Elsewhere, the sounds of Cottrell's childhood can be heard all over the album, and no more so than on “Harvester” and "Black Canyon" – tracks decorated with chimes and monk’s bells; what Cottrell would have heard when sat out on her front porch in King George. These are sounds of nature longing. These are sounds Cottrell associates with both her upbringing and also the world of Death Folk Country.
"Take Up Serpents" is a song ripe with religious imagery, invoking the spirit of the old Pentacostal churches of the American South, made famous for their handling of venomous snakes as a show of faith. The title Take Up Serpents comes from bible verse, Mark 16:18. 'They shall take up serpents; and if they drink any deadly thing, it shall not hurt them; they shall lay hands on the sick, and they shall recover.' “Even though I don't consider myself a religious person, I do believe that there are forces beyond current human understanding,” Cottrell reveals. “I think we interact with those forces and they have an effect on us. This verse always stood out to me; I think love and faith in the unseen are deeply connected. I always thought this verse perfectly described the kind of omnipotent power that Love is, and how it can inspire such a faith and devotion that can reframe reality."
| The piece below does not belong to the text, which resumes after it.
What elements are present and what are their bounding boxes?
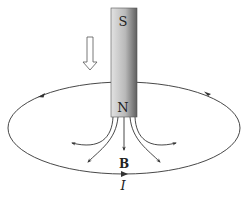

Cottrell’s voice, a quavering alto, fills the emptiest of canyons. Singing in echoing harmony with itself, her voice is a kind of prophecy, bringing home to the present thoughts and realizations from the future, even as Cottrell buries herself in remembrance of the past.
"I grew up deep in a Virginia Pine forest in a house built entirely by my grandpa," Cottrell recalls. "The only type of door I knew was made of plywood and had a hook instead of a knob. We were excited to have our washing machine and dryer on the porch so we didn't have to hang clothes up to dry in the winter. Our heat came from burning wood. If you didn’t cut the wood you didn't get warm. If you didn't make a specific effort for something, you went without it. And I loved it. I still love it. The smell, the air, the way it looks, the way it sounds. The way it doesn't sound. The feeling.”
Death Folk Country takes these nostalgic ideas of "home" and confronts them with their own imperfections and darkness.
“There are things I don't love about it too. Dark things. Misguided ideas. Fear of things not understood. An altogether monstrous and violent evil that seeps unsuspecting and aloof (seemingly) into even the most (seemingly) innocent conversation. As I grow older, the things I love and hate about it only become more and more vivid and I often think about how to keep the two worlds apart--how to separate the divine from the evil and if it's even possible."